WILD ASTERS

Child White and purple asters, watching by the brook, Tell me where you got your starry eyes.

Asters Dearie, in their play the baby angels took Blossoms from the garden of the skies.

Tossed them downward to us over heaven’s wall, And we caught and kept them,—that is all.


SILVER-ROD

Edith M. Thomas

Who knows not Silver-rod, the lovely and reverend Golden-rod beautified and sainted, looking moonlit and misty even in the sunshine! In this soft canescent afterbloom beginning at the apex of the flower cluster and gradually spreading downward, the eye finds an agreeable relief from the recent dazzle of yellow splendour. I almost forget that the herb is not literally in bloom, that is, no longer ministered to by sunshine and dew. Is there not, perhaps, some kind of bee that loves to work among these plumy blossoms gathering a concentrated form of nectar, pulverulent flower of honey? I gently stir this tufted staff, and away floats a little cloud of pappus, in which I recognize the golden-and silver-rods of another year, if the feathery seeds shall find hospitable lodgment in the earth. Two other plants in the wild herbarium deserve to be ranked with my subject for grace and dignity with which they wear their seedy fortunes: iron-weed, with its pretty daisy-shaped involucres; and life-everlasting, which, having provided its own cerements and spices, now rests embalmed in all the pastures; it is still pleasantly odorous, and, as often as I meet it, puts me in mind of an old-fashioned verse which speaks of the “actions of the just” and their lasting bloom and sweetness. On a chill November day I fancy that the air is a little softer in places where Silver-rod holds sway and that there spirits of peace and patience have their special haunts.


Search the records below for the word "title". Pull out each line that has it.

● **Source information**
###

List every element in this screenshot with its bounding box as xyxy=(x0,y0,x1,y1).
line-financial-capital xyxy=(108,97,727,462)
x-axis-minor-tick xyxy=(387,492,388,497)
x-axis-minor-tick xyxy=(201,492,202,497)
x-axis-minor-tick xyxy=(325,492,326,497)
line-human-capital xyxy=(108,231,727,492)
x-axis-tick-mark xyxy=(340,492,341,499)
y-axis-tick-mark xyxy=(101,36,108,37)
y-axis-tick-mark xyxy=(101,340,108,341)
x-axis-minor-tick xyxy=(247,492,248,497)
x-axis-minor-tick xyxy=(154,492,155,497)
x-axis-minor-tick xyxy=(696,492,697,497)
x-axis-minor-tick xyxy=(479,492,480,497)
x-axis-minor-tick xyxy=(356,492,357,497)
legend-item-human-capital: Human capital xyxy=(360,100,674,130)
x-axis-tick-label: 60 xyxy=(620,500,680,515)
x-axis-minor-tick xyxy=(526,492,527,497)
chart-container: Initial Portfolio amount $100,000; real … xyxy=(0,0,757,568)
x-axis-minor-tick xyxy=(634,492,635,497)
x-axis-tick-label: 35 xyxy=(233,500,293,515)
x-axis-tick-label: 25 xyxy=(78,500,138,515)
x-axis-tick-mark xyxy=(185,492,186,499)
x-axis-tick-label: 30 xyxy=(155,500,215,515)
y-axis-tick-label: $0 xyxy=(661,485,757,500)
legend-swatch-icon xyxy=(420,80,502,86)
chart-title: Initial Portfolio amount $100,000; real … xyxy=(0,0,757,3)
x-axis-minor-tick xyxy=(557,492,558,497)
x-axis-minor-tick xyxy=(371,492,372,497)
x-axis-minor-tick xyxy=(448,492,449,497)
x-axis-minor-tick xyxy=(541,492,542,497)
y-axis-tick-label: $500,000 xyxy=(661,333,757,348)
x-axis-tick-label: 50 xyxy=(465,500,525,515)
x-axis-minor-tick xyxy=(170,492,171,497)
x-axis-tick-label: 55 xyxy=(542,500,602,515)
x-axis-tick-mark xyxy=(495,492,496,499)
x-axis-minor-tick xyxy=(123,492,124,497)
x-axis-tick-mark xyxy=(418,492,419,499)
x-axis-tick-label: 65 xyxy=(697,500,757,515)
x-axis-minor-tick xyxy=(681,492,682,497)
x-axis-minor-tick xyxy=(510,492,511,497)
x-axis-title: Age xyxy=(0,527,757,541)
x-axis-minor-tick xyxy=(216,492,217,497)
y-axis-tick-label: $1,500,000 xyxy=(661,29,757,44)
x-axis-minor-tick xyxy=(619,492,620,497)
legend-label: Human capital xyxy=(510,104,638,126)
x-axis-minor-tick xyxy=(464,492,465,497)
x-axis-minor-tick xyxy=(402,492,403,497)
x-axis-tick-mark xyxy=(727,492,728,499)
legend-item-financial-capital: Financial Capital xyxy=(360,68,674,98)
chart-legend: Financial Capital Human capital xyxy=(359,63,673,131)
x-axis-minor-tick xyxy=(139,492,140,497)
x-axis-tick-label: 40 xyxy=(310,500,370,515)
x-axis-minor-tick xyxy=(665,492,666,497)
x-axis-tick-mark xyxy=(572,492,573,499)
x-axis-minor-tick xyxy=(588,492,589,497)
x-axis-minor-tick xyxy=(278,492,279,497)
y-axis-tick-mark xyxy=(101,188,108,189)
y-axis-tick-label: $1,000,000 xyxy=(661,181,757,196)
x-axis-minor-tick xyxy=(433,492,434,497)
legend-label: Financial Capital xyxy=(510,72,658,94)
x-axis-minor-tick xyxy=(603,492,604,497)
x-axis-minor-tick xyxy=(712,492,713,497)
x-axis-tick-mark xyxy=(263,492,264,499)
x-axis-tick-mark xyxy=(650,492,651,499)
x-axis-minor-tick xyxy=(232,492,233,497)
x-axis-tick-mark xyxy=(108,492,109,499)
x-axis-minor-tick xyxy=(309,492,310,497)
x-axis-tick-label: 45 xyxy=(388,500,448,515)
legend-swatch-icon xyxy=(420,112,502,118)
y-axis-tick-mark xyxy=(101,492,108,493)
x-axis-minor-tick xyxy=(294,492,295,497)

###

● **Reply**
chart-title: Initial Portfolio amount $100,000; real … xyxy=(0,0,757,3)
x-axis-title: Age xyxy=(0,527,757,541)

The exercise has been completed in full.